Back to AI Research

AI Research

Quantifying Sensitivity for Tree Ensembles: A symbo... | AI Research

Key Takeaways

  • Decision Tree Ensembles (DTEs) are widely used in critical fields like finance to make predictions based on tabular data.
  • One such verification question is the problem of sensitivity, which asks, given a DTE, whether a small change in subset of features can lead to misclassification of the input.
  • In this work, our focus is to build a quantitative notion of sensitivity, tailored to DTEs, by discretizing the input space of the model and enumerating the regions which are susceptible to sensitivity.
  • We propose a novel algorithmic technique that can perform this computation efficiently, within a certified error and confidence bound.
  • Our approach is based on encoding the problem as an algebraic decision diagram (ADD), and further splitting it into subproblems that can be solved efficiently and make the computation compositional and scalable.
Paper AbstractExpand

Decision tree ensembles (DTE) are a popular model for a wide range of AI classification tasks, used in multiple safety critical domains, and hence verifying properties on these models has been an active topic of study over the last decade. One such verification question is the problem of sensitivity, which asks, given a DTE, whether a small change in subset of features can lead to misclassification of the input. In this work, our focus is to build a quantitative notion of sensitivity, tailored to DTEs, by discretizing the input space of the model and enumerating the regions which are susceptible to sensitivity. We propose a novel algorithmic technique that can perform this computation efficiently, within a certified error and confidence bound. Our approach is based on encoding the problem as an algebraic decision diagram (ADD), and further splitting it into subproblems that can be solved efficiently and make the computation compositional and scalable. We evaluate the performance of our technique over benchmarks of varying size in terms of number of trees and depth, comparing it against the performance of model counters over the same problem encoding. Experimental results show that our tool XCount achieves significant speedup over other approaches and can scale well with the increasing sizes of the ensembles.

Decision Tree Ensembles (DTEs) are widely used in critical fields like finance to make predictions based on tabular data. While these models are generally interpretable, they are not immune to bias or sensitivity issues, where small changes in input features can lead to drastically different outcomes. This paper introduces a new way to quantify this sensitivity by measuring how much of a model’s input space is susceptible to such fluctuations. By discretizing the input space into regions, the researchers provide a formal, scalable method to count how many of these regions contain sensitive pairs, offering a clearer picture of a model's overall fairness.

Defining Sensitivity in Ensembles

The authors define sensitivity as a situation where two inputs differ only in "sensitive" features (such as race or gender) but result in a significant difference in the model's output. Previous research focused on finding a single "sensitive pair" to prove a model is flawed. However, this paper argues that finding one pair is insufficient to understand the full scope of a model's behavior. Instead, they propose a quantitative approach: counting the total number of input regions that contain at least one sensitive pair. This provides a more comprehensive metric for evaluating the fairness and robustness of a Decision Tree Ensemble.

A Compositional Algorithmic Approach

To solve this counting problem, the researchers developed a tool called XCount. The process begins by encoding the decision tree ensemble into an Algebraic Decision Diagram (ADD), a symbolic structure that represents the model's logic. Because compiling an entire ensemble into a single ADD can be computationally expensive, the team developed a compositional technique. This method breaks the problem into smaller, manageable subproblems that can be solved in parallel. They then use a sophisticated splitting and merging strategy to combine these results, ensuring the final count remains accurate while maintaining formal error and confidence guarantees.

Performance and Validation

The researchers tested XCount against a large suite of over 3,000 benchmark instances, varying in tree depth and ensemble size. The results demonstrate that XCount significantly outperforms existing monolithic approaches and standard model counters, often achieving speedups by an order of magnitude. Beyond raw performance, the authors validated their tool by applying it to regularized models. They confirmed that as regularization techniques are applied to a Decision Tree Ensemble, the count of sensitive regions decreases, proving that their tool effectively captures the intended impact of fairness-enhancing interventions.

Comments (0)

No comments yet

Be the first to share your thoughts!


§ Description of the task
Show every line in the entries below where the word "mark" appears.

§ Supplied records
☆ ☆ ☆ ☆ ☆ ☆ ☆
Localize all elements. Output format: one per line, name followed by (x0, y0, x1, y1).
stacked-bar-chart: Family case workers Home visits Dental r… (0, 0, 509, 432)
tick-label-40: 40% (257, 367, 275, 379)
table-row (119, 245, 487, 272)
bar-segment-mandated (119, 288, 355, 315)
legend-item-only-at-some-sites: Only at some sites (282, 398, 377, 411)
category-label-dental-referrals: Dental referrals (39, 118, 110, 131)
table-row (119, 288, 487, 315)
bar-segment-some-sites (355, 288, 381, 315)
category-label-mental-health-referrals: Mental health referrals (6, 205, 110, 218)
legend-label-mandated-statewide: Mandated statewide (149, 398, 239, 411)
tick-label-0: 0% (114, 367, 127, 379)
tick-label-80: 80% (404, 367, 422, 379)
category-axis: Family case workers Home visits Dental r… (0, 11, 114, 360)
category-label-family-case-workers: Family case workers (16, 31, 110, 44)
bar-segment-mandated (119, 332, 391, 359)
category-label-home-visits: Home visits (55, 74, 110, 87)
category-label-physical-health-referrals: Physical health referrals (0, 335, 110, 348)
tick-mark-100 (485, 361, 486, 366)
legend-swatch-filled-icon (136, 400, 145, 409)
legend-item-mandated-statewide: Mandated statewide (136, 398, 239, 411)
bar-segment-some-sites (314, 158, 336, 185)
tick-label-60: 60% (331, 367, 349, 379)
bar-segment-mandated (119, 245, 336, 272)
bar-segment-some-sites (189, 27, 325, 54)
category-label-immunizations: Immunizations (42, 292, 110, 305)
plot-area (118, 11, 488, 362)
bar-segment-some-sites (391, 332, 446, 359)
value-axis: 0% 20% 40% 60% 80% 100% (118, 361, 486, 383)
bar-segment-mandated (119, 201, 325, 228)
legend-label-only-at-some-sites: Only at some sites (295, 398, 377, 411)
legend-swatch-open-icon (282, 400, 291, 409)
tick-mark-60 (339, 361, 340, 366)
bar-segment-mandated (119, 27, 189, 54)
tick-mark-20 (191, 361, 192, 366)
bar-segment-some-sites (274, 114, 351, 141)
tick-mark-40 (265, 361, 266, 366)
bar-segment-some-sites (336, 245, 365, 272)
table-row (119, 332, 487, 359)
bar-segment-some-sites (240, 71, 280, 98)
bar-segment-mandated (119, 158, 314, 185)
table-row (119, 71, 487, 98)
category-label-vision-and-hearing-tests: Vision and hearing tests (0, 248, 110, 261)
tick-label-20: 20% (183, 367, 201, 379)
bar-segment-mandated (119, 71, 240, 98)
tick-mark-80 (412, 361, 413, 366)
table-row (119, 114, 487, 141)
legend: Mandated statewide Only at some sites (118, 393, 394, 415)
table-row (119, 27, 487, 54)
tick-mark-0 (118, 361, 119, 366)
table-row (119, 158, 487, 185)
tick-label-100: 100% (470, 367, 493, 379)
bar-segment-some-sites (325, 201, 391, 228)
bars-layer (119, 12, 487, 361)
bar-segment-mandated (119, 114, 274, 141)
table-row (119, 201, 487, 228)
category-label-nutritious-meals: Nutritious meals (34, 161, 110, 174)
☆ ☆ ☆ ☆ ☆ ☆ ☆
§ Exercise solution
tick-mark-100 (485, 361, 486, 366)
tick-mark-60 (339, 361, 340, 366)
tick-mark-20 (191, 361, 192, 366)
tick-mark-40 (265, 361, 266, 366)
tick-mark-80 (412, 361, 413, 366)
tick-mark-0 (118, 361, 119, 366)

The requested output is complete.